Async Loading States
A standard pattern for async commands with loading, success, and error state handling.
Async Loading States
Async command handlers naturally map to three phases: loading, success, and error. Representing these consistently in the state shape makes components predictable and eliminates edge cases.
State shape
Use a status discriminant rather than separate boolean flags:
type UserState = {
id: string | null;
name: string | null;
status: "idle" | "loading" | "error";
errorMessage: string | null;
};
export const initialState: UserState = {
id: null,
name: null,
status: "idle",
errorMessage: null,
};A status enum cannot represent impossible combinations. Two boolean flags (isLoading, isError) can both be true at the same time — status cannot.
Command handler
import { createStore, createEvent, sealStore } from "@naikidev/commiq";
type User = { id: string; name: string };
export const UserEvent = {
Fetched: createEvent<User>("user:fetched"),
FetchFailed: createEvent<{ message: string }>("user:fetch-failed"),
};
const _store = createStore<UserState>(initialState);
_store.addCommandHandler<{ id: string }>("user:fetch", async (ctx, cmd) => {
ctx.setState({ ...ctx.state, status: "loading", errorMessage: null });
try {
const user = await fetchUserById(cmd.data.id);
ctx.setState({ id: user.id, name: user.name, status: "idle", errorMessage: null });
ctx.emit(UserEvent.Fetched, user);
} catch (e) {
ctx.setState({ ...ctx.state, status: "error", errorMessage: (e as Error).message });
ctx.emit(UserEvent.FetchFailed, { message: (e as Error).message });
}
});
export const userStore = sealStore(_store);The handler transitions through three states in sequence:
- Set
status: "loading"synchronously as the first line — this is immediate feedback. - On success: update the data fields and set
status: "idle". Emit a success event. - On failure: record the error message and set
status: "error". Emit a failure event.
Emitting events on both outcomes allows other stores and UI layers to react without polling state.
Selectors
Write targeted selectors to avoid unnecessary re-renders:
function UserProfile({ userId }: { userId: string }) {
const status = useSelector(userStore, (s) => s.status);
const name = useSelector(userStore, (s) => s.name);
const errorMessage = useSelector(userStore, (s) => s.errorMessage);
const queue = useQueue(userStore);
useEffect(() => {
queue(UserCommand.fetchUser(userId));
}, [userId]);
if (status === "loading") return <Spinner />;
if (status === "error") return <ErrorMessage message={errorMessage} />;
return <p>{name}</p>;
}Each useSelector call subscribes independently. A component that only reads status will not re-render when name changes. For encapsulating this into a reusable hook, see domain hooks.
Reset
Provide an explicit reset command to clear state when navigating away or when the data is no longer relevant:
_store.addCommandHandler("user:reset", (ctx) => {
ctx.setState(initialState);
});Exporting initialState alongside the store ensures the reset is consistent with the initial state definition. Avoid duplicating the initial values in the reset handler.
Multiple async operations
When a store manages several independent async operations, track each one with its own status field:
type DashboardState = {
user: { data: User | null; status: "idle" | "loading" | "error" };
orders: { data: Order[]; status: "idle" | "loading" | "error" };
};This allows components to show granular loading states — a spinner next to the orders table while the user header has already loaded.
Do not queue a second fetch command while a fetch is already in progress unless you intend to cancel the first. Commiq processes commands sequentially, so a second user:fetch queued while the first is still running will wait and then execute after the first completes.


Please restate, exactly as they appear, only the lines from the one that contains "Find the exact region of <item>wheel</item>." to the final line of the entries, with no pictures.
.....
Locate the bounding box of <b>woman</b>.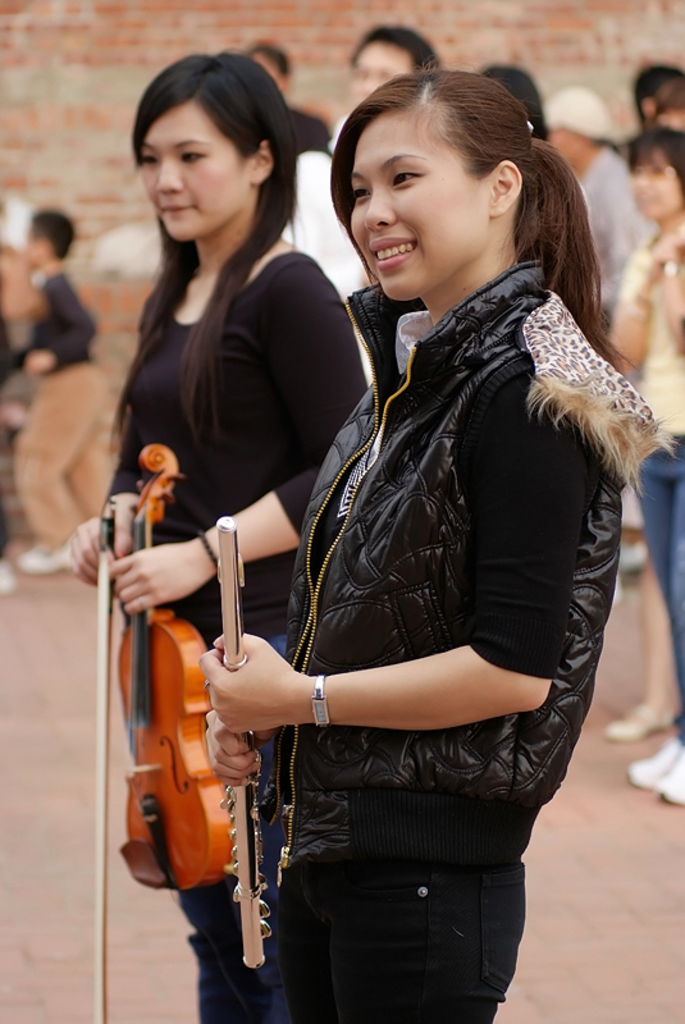
Bounding box: bbox=(612, 123, 684, 809).
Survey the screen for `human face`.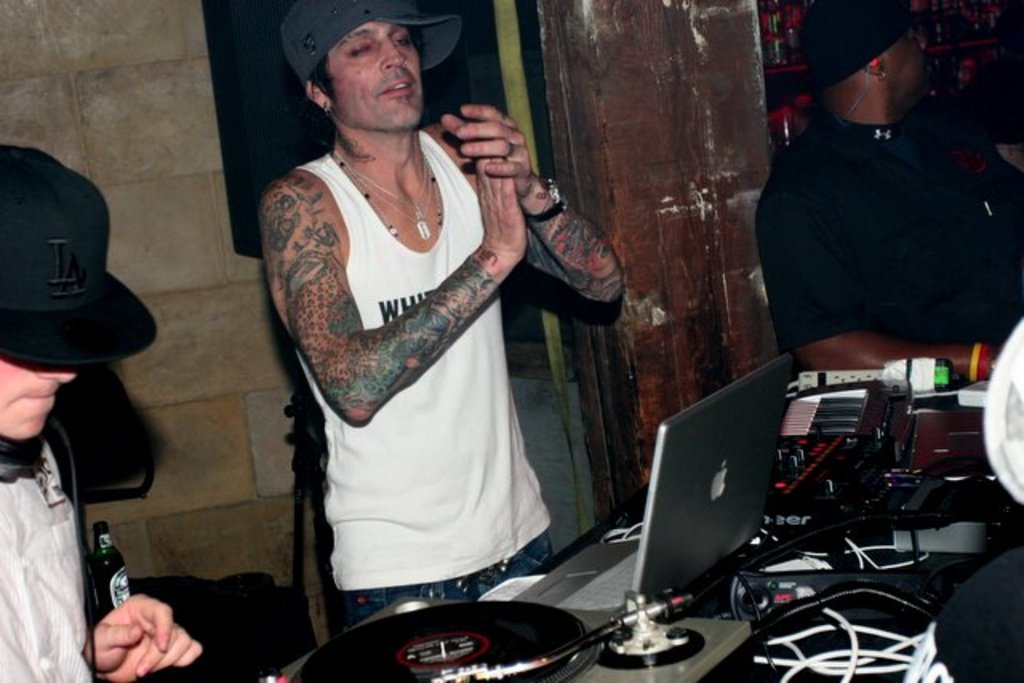
Survey found: bbox=(882, 19, 936, 106).
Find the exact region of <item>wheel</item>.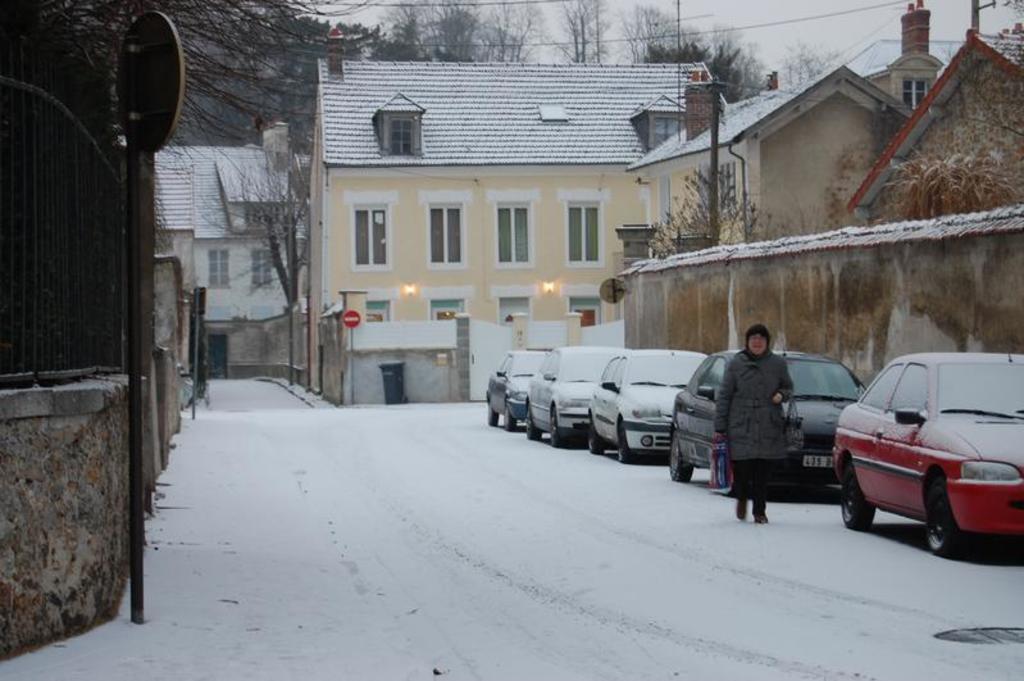
Exact region: bbox=(552, 408, 563, 448).
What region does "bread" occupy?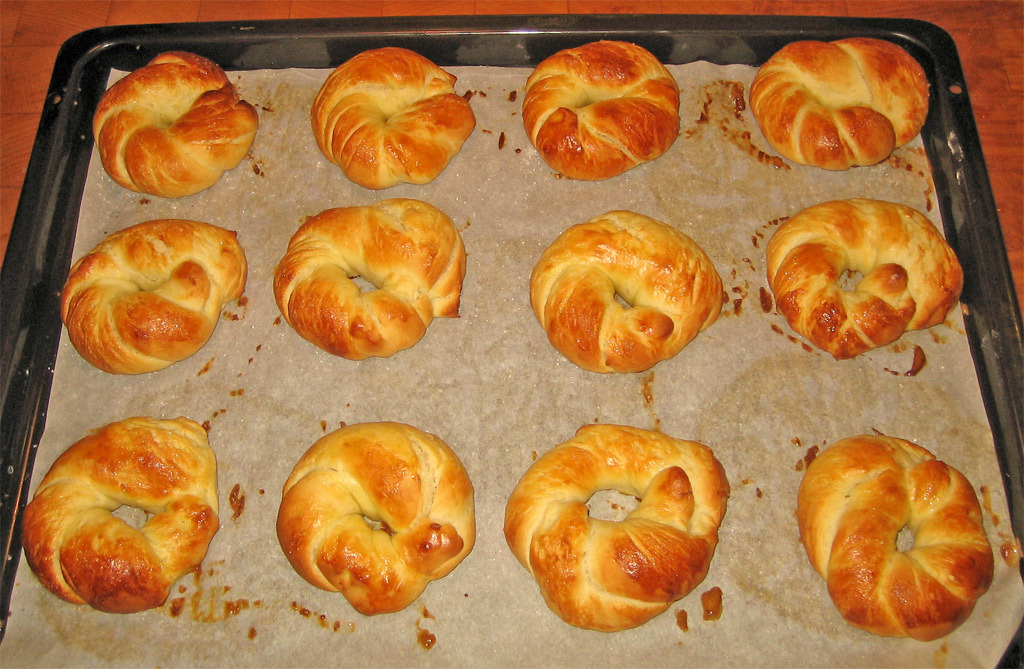
(x1=755, y1=35, x2=926, y2=171).
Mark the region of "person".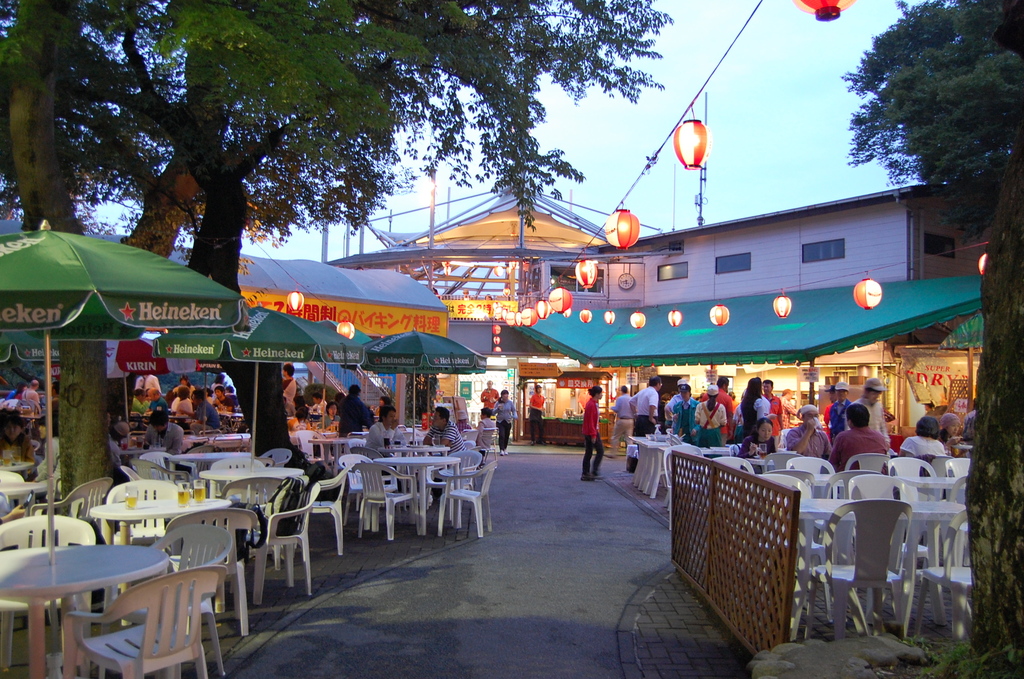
.....
* [Your response]
Find the exact region of <item>wheel</item>.
Exact region: bbox=(552, 408, 563, 448).
What region does "bread" occupy?
(x1=755, y1=35, x2=926, y2=171).
Mark the region of "person".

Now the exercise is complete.